I've been thinking about endings, as one tends to do during periods of transition. I take endings seriously. I mourn them, even if the thing ending is one I'm happy to put in the past. Ending grad school has been a particularly difficult one for me. From the beginning, I looked at grad school as something I was fortunate enough to do, an extended vacation from the responsible, reasonable parts of my life. I was granted two years in which to read and write and bum around bars with my friends talking about what we'd recently read and written. Even on the most stressful days, I felt so lucky to be doing that instead of anything else in the world.

And now it's over. It's done, and so much sooner than I thought it would be. It didn't feel real over this summer. Only now, only with everyone starting to move and finding jobs and progressing with their lives, can I feel the reverberation of ending. I feel like an empty apartment, one that still echoes with the parties and the late nights and the snow days and the long talks.

The future is an exciting place, certainly. An exciting, uncertain, totally unmapped place in which my friends, who have structured and sustained all of my days here, are scattered.


Wednesday, January 9, 2013

The Dayman Cometh

Things I need in my life right now.


Always Sunny Beer

Friday, January 4, 2013

I'm not much for New Year's resolutions. I come from the sort of New England whose Puritan roots still show, and that coupled with a tendency for personal accountability forged in me the belief that resolutions shouldn't be saved for some holiday but rather striven toward every day. I cannot reasonably hold that the change of a calendar year will wash slates clean or suddenly imbue me or anyone else with good habits we didn't have before. Self discipline cannot be manifested out of the blue. It's a process, a slow and often painful process that must be attempted every day, even if it's not always successful.

Now, some background that will become relevant soon. Several months ago my gym decided to cancel most of its scheduled yoga and Pilates classes. I had been going to Pilates at least once a week for about a year, something I enjoyed because it absolutely kicked my ass every time. It never got easier, but I did get stronger. Other evenings I went to yoga. Outside of the gym I ran a couple of times a week, and tried to get to a ballet class. It was a good balance.

Then Pilates and yoga were canceled, in the fall as the light started to fade. It became more and more difficult to motivate myself to run, and my energy and mood sank as winter set in. I know that I need exercise, not only for physical health but also mental and emotional. When I don't exercise, I get restless, cranky, and weird. For most of December I couldn't talk myself into working out more than once a week. (I don't count my regular walks; though I usually walk for a few miles, it doesn't get my heart rate up and doesn't sate the itch in my muscles.)

So it was that last night, restless and cranky and weird, I decided to try out a new class at my gym. It had some aggressive, trademarked name, and I thought it might be a weight-lifting class. I steeled myself to be embarrassed, as one usually is during the first attempt at something, and instead had a lot of fun.

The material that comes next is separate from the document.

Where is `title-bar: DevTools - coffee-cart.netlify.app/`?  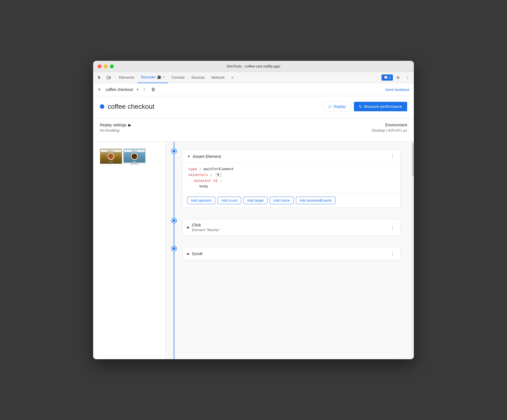
title-bar: DevTools - coffee-cart.netlify.app/ is located at coordinates (254, 66).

What I remembered, as I tried to scout out enough floor space to avoid hitting anyone in the face during jumping jacks, was that it was January 3rd. I don't know what the normal attendance of that class is, but I'm sure it was at least doubled yesterday by women who are entering this new year determined to get thin. Truly, I support any reasonable plan that promotes health and happiness. Exercise is good, and everyone should do it. Realistically, as a long-time gym member, I know that most of this newly motivated flood will dissipate by February. For part of the class, I wished I had some sort of sign I could wear that would say, "I'm not just here for a week, I promise."

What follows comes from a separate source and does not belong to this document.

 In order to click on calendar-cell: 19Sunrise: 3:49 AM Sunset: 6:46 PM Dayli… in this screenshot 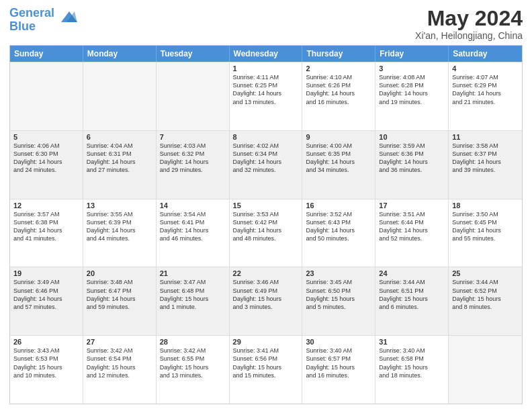, I will do `click(47, 301)`.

I realized, by the end, that my timing couldn't be helped. I had shown up in the beginning of January to run around an exercise studio with a bunch of frighteningly intense, thin women in compression capris. The choice I have now is to keep going, to not be one of the vanishing faces whose resolve fades as the holidays slide away. It's my choice to make resolve an every day decision, not only for special occasions.